BCC: New trade measures welcome – but must reach smaller companies

09 Feb 2011

  • BCC additional survey results reveal companies need help to crack new export markets
  • BCC: New Govt trade finance and credit insurance must ‘grease the wheels’ of Britain’s export machine

 Alongside the Government’s trade white paper, and disappointing December 2010 official trade statistics, the British Chambers of Commerce (BCC) has released further results from its own international trade survey of 8,000 businesses suggesting that additional support is needed to help companies crack new export markets.

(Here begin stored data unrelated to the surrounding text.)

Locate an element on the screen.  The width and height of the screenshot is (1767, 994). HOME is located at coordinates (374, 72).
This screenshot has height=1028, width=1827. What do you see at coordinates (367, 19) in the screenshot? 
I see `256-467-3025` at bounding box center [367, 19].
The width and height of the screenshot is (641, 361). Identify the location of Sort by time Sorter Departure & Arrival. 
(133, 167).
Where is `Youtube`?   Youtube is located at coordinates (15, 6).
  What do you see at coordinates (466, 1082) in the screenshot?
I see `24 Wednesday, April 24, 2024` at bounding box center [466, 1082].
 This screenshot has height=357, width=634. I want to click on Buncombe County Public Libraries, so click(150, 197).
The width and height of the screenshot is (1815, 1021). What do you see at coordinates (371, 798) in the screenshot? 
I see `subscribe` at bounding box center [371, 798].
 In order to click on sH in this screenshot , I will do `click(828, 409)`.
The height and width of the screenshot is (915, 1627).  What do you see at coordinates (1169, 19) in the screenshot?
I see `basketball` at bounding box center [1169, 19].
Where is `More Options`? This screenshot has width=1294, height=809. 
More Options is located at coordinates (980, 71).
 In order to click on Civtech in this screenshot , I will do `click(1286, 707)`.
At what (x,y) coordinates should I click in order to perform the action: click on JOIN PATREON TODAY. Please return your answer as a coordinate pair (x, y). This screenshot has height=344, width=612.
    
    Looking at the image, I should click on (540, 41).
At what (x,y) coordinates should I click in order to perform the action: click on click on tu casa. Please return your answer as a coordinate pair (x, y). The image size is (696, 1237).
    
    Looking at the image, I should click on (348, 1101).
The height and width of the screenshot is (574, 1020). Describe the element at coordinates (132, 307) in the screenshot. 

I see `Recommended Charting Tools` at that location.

  • Of those businesses that currently export, over 80% trade with other EU members, with comparatively fewer trading with emerging markets. This means Britain’s SME exporters are reliant on slow-growth markets – rather than countries experiencing rapid economic growth.
  • A third of exporting companies believe they have lost more than 10% of their export sales due to difficulties obtaining trade finance and export credit insurance, leading to millions of pounds of lost business for UK plc.
  • One in ten exporting companies feel they have lost business to overseas competitors – in countries like China, Germany, and the USA – as a direct result of their inability to access competitive trade finance products and services.

Commenting on the Government’s trade white paper, Dr Adam Marshall, Director of Policy and External Affairs at the British Chambers of Commerce, said:

 “Trade finance and credit insurance grease the wheels of Britain’s export machine. As we have repeatedly argued over the last three years, that ‘grease’ has been in short supply. This has left many small- and medium-sized companies unable to start trading in new markets, or increase the amount they export.

“The new trade finance schemes and the ‘Export-EFG’ scheme announced today are a direct response to BCC’s lobbying, and represent a real step forward. That is provided they get assistance to small companies quickly, efficiently, and at a reasonable cost. BCC data shows that the Export Credits Guarantee Department, our national export credit agency, is unknown by two-thirds of SMEs. That has got to change over the coming months if any of these new finance schemes are to make a real difference.

“Yet even with these improvements, the British Government still does not offer the same level of support to small and medium-sized exporters as some of our major competitor countries. There’s more for the Government to do over the coming months. Ministers need to announce practical measures to help small companies across the UK realise that exporting could be their path to growth – and at the same time, ensure that we’re promoting British innovation and ingenuity in fast-growing markets overseas.”